Travel isn’t always pretty. It isn’t always comfortable. Sometimes it hurts, it even breaks your heart. But that’s okay. The journey changes you; it should change you. It leaves marks on your memory, on your consciousness, on your heart, and on your body. You take something with you. Hopefully, you leave something good behind.
— Anthony Bourdain
Roadrunner, a documentary film about Anthony Bourdain, will debut on July 16. You can view the trailer, although I’d recommend taking an extra step by considering Bourdain’s legacy as a journalist. Arun Gupta explains.
Bourdain was simply a journalist. And journalists can’t recognize him because they can’t recognize what real journalism is anymore. Bourdain was a chronicler of societies, of cultures, of people, of stories, of emotions. Food was his reporter’s notepad and pen.
A year ago right here at Edibles & Potables, we were thinking on similar lines.
It’s difficult to resist speculating about how Bourdain the journalist would be interpreting 2020. Obviously the year to date has been a challenge to most bedrock assumptions. At a time when a mysterious pandemic clashes with awakening social justice consciousness in a partisan presidential election year, the food service industry often is being asked, in effect, to choose a team.
“Anthony Bourdain’s genius was not in the kitchen. His genius was in knowing which side he was on”
It is my personal belief that in retrospect, a few years from now after we’ve been able to gain context and perspective, Bourdain’s “era” of active influence will be viewed as beginning with the publication of his book Kitchen Confidential, and ending not with the journalist’s death, but the pandemic’s dislocation of the food and drink business as we’ve come to know it.
I suspect that quite a few among those many thousands of “tatted bad boy chefs” have moved along, if not to an active embrace of Bourdain’s principled worldview outside the cocina, then to different career paths borne of COVID’s ruthless opportunistic tendency to target the weakest links of our societal chains.
Of course, this is mere speculation. It might be interesting to assemble a small panel drawn from the Louisville-area hospitality industry for a Bourdain documentary viewing and discussion. It’s food for thought.
National Suicide Prevention Lifeline
Cover photo credit: Focus Features, from Roadrunner.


> **Problem to work on**
Go through the records and tally the lines that include the word "Grabbed". The answer is that total alone.

Items from a dataset:
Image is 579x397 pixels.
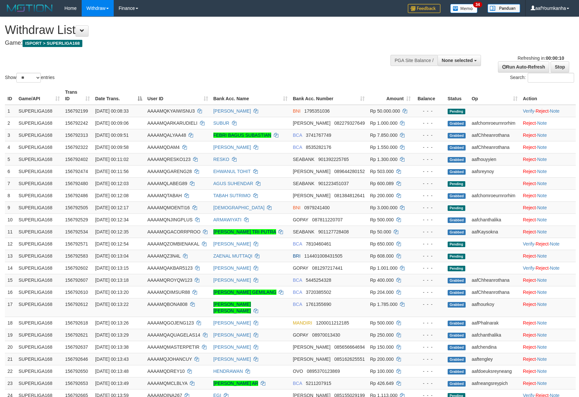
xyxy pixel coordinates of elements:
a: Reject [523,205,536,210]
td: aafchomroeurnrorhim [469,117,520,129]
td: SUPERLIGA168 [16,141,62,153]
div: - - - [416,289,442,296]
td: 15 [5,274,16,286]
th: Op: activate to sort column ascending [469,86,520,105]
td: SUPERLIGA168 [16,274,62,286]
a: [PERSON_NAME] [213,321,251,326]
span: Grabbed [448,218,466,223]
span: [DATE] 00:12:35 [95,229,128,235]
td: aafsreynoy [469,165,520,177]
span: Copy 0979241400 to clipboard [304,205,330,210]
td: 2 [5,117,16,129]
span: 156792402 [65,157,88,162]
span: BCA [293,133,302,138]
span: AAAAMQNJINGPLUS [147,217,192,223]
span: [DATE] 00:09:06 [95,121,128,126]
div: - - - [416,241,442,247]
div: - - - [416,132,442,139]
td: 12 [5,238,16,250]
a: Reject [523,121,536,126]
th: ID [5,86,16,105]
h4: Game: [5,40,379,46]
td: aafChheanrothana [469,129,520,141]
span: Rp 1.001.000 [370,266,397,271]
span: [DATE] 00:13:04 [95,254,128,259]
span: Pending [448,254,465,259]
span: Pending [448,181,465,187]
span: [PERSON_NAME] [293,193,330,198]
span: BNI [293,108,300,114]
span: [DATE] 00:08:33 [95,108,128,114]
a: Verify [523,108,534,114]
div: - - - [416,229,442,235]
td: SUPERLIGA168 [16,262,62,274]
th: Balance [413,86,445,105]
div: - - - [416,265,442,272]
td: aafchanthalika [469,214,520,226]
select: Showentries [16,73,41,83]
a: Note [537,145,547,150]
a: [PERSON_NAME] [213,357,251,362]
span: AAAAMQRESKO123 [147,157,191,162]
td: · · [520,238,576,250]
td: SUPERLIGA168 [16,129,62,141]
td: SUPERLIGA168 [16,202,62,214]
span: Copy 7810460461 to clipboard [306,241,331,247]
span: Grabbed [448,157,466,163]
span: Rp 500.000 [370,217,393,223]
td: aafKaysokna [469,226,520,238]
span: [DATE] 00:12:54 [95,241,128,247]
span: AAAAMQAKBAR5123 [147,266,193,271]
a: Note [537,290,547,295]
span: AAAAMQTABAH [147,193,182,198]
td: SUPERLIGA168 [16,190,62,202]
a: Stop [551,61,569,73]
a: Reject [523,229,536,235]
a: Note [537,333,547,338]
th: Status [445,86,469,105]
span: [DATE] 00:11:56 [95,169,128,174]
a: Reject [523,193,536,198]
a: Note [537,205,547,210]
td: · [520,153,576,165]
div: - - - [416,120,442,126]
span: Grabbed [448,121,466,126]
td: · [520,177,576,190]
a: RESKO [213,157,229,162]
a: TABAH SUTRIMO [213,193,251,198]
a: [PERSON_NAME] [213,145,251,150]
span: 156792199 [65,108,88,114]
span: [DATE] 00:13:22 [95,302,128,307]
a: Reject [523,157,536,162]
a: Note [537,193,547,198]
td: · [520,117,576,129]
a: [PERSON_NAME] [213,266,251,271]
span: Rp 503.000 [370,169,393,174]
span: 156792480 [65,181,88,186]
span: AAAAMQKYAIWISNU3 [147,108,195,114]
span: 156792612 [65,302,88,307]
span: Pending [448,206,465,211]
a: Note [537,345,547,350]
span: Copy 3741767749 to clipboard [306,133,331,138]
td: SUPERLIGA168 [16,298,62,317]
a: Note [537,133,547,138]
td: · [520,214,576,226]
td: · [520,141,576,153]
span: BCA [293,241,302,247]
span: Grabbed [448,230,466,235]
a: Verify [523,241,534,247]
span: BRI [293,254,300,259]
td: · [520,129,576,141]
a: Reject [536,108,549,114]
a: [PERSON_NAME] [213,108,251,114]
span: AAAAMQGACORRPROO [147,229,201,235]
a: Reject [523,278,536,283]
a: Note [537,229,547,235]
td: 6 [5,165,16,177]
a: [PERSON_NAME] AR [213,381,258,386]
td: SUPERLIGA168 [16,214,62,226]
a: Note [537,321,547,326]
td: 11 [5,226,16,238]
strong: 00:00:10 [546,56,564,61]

> **Your response**
4